Wisconsin Surgical Outcomes Research Program, Department of Surgery, University of Wisconsin-Madison School of Medicine and Public Health, Madison, WI, 53726, USA. xuk@surgery.wisc.edu.
Department of Epidemiology, College of Public Health, University of Nebraska Medical Center, Omaha, NE, 68198-4395, USA. xuk@surgery.wisc.edu.

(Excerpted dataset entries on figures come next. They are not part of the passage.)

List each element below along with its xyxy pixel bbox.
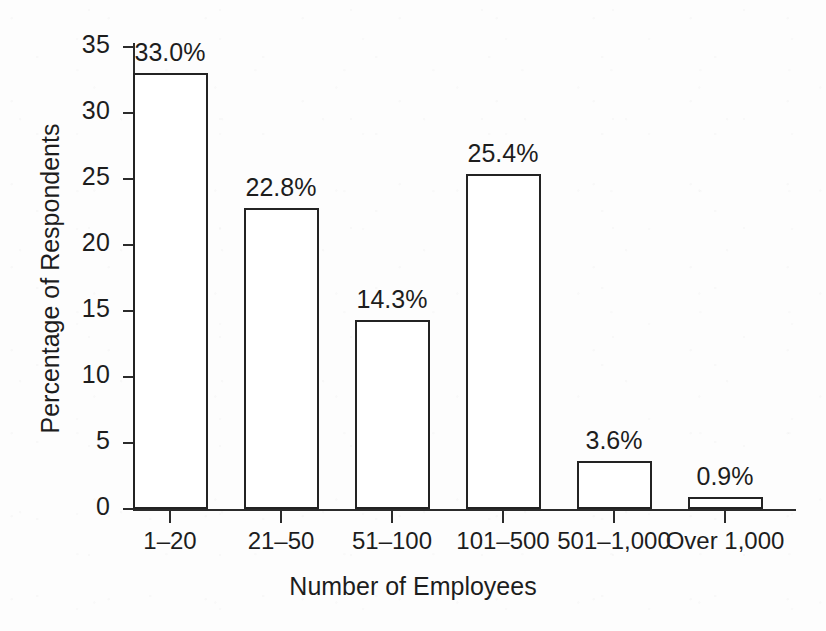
bar [133,73,208,509]
x-axis-tick-label: 51–100 [352,527,432,555]
bar-value-label: 22.8% [246,173,317,202]
bar-value-label: 25.4% [468,139,539,168]
x-axis-tick-mark [613,511,615,523]
bar [688,497,763,509]
bar-chart-figure: 05101520253035 33.0%22.8%14.3%25.4%3.6%0… [0,0,826,631]
x-axis-tick-mark [391,511,393,523]
bar-value-label: 14.3% [357,285,428,314]
bar [244,208,319,509]
x-axis-tick-label: Over 1,000 [666,527,785,555]
y-axis-tick-mark [123,46,134,48]
x-axis-tick-mark [169,511,171,523]
x-axis-tick-label: 501–1,000 [557,527,670,555]
y-axis-tick-label: 20 [82,228,110,257]
bar [577,461,652,509]
y-axis-tick-label: 30 [82,96,110,125]
bar-value-label: 33.0% [135,38,206,67]
bar-value-label: 3.6% [586,426,643,455]
x-axis-title: Number of Employees [0,572,826,601]
x-axis-tick-mark [502,511,504,523]
x-axis-tick-label: 21–50 [248,527,315,555]
y-axis-tick-label: 15 [82,294,110,323]
bar-value-label: 0.9% [697,462,754,491]
y-axis-tick-label: 25 [82,162,110,191]
x-axis-tick-label: 1–20 [143,527,196,555]
bar [466,174,541,509]
y-axis-tick-label: 10 [82,360,110,389]
x-axis-tick-mark [280,511,282,523]
x-axis-tick-mark [724,511,726,523]
x-axis-line [133,509,796,511]
y-axis-title: Percentage of Respondents [36,59,65,499]
bar [355,320,430,509]
y-axis-tick-label: 0 [96,492,110,521]
y-axis-tick-label: 35 [82,30,110,59]
y-axis-tick-label: 5 [96,426,110,455]
x-axis-tick-label: 101–500 [456,527,549,555]
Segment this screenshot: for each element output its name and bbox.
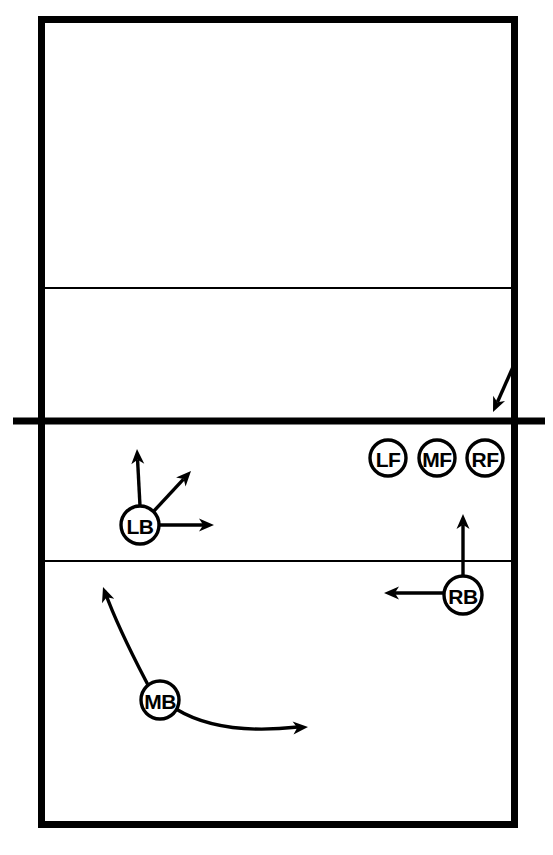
player-label-lb: LB [127,515,154,538]
court-lines-group [13,20,545,825]
player-label-mf: MF [422,448,452,471]
player-marker-lf[interactable]: LF [370,440,406,476]
player-marker-rf[interactable]: RF [467,440,503,476]
player-marker-mb[interactable]: MB [141,681,179,719]
volleyball-court-diagram: LFMFRFLBRBMB [0,0,553,855]
player-marker-mf[interactable]: MF [419,440,455,476]
player-label-mb: MB [144,690,176,713]
player-label-rf: RF [472,448,500,471]
player-label-lf: LF [376,448,401,471]
player-marker-lb[interactable]: LB [121,506,159,544]
lb-arrow-up-shaft [138,460,140,506]
player-label-rb: RB [448,585,478,608]
player-marker-rb[interactable]: RB [444,576,482,614]
court-svg-canvas: LFMFRFLBRBMB [0,0,553,855]
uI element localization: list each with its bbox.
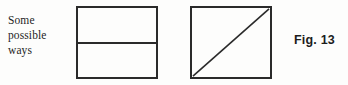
caption-line-1: Some — [8, 13, 70, 28]
square-split-diagonal — [190, 6, 272, 79]
caption-block: Some possible ways — [8, 13, 70, 58]
square-split-horizontal — [76, 6, 158, 79]
figure-13-illustration: Some possible ways Fig. 13 — [0, 0, 348, 85]
caption-line-3: ways — [8, 43, 70, 58]
horizontal-divider-line — [78, 42, 156, 44]
diagonal-divider-line — [192, 8, 270, 77]
figure-label: Fig. 13 — [294, 33, 335, 47]
caption-line-2: possible — [8, 28, 70, 43]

Shinobu Watanabe-Galloway (S)

Department of Epidemiology, College of Public Health, University of Nebraska Medical Center, Omaha, NE, 68198-4395, USA.

Fedja A Rochling (FA)

Division of Gastroenterology and Hepatology, Department of Internal Medicine, College of Medicine, University of Nebraska Medical Center, Omaha, NE, 68198-2000, USA.

Paraskevi A Farazi (PA)

Department of Epidemiology, College of Public Health, University of Nebraska Medical Center, Omaha, NE, 68198-4395, USA.

K M Monirul Islam (KM)

Department of Epidemiology, College of Public Health, University of Nebraska Medical Center, Omaha, NE, 68198-4395, USA.

Hongmei Wang (H)

Department of Health Services Research and Administration, College of Public Health, University of Nebraska Medical Center, Omaha, NE, 68198-4350, USA.

Jiangtao Luo (J)

Department of Biostatistics, College of Public Health, University of Nebraska Medical Center, Omaha, NE, 68198-4375, USA.